The U.S. District Court for the Southern District of New York ordered Jason Sugarman to pay $10.2 million for his alleged role in a scheme to steal money that was meant to be invested in Native American tribal bonds.
Sugarman and his partner, Jason Galanis, acquired control of two investment advisory firms so they could use client funds to purchase $43 million of tribal bonds, according to a complaint filed by the Securities and Exchange Commission. While the proceeds were supposed to be invested in annuities that would benefit the tribal corporation and repay bondholders, the SEC alleged that Sugarman and Galanis instead used the money to acquire foreign insurance companies.

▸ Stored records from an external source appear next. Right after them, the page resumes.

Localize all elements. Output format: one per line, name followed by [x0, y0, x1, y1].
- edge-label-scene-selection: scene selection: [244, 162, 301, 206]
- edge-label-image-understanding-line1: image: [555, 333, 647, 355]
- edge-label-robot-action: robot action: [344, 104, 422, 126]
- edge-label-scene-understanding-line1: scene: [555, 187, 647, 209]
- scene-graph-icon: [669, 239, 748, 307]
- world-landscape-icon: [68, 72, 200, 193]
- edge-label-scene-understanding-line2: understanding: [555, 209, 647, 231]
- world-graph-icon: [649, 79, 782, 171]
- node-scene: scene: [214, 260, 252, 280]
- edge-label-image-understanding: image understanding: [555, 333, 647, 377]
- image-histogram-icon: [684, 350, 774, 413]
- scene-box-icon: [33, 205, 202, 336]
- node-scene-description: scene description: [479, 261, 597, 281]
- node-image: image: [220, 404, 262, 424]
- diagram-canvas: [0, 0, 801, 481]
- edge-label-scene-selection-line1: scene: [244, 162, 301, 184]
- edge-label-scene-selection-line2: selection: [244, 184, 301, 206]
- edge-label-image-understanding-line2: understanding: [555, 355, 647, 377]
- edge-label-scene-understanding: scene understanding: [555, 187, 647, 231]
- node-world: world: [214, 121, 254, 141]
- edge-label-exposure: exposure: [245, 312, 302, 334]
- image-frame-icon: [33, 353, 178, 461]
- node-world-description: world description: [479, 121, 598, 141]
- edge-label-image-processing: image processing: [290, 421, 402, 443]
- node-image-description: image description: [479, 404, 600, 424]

“In its wake, the scheme left the investment advisers defunct, the European insurer in administrative receivership, the Bermuda insurance holding company delisted from the Bermuda Stock Exchange, the Native American tribal corporation nominally indebted for $60 million, and the pension funds with a $43 million investment in worthless securities,” the SEC alleged in its complaint.
The $10.2 million in disgorgement, interest and penalties resolves the charges without Sugarman admitting or denying the SEC’s allegations. Sugarman did not respond to email requests for comment.
The decision follows the SEC’s case against eight other participants in the scheme and criminal indictments against seven of those defendants, including Galanis and Devon Archer, the former business partner of Hunter Biden. Galanis, whom Forbes once dubbed “Porn’s New King,” pleaded guilty to securities fraud and is serving 15 years in a minimum security prison in San Pedro, California, according to Los Angeles Magazine.
Sugarman is a minority owner of the Los Angeles Football Club and the son-in-law of Peter Guber, the owner of the Los Angeles Dodgers. Sugarman is also connected with a Los Angeles Police Department investigation into the disappearance of Heidi Planck, an employee of Sugarman’s firm, Camden Capital Partners, who has been missing since 2021.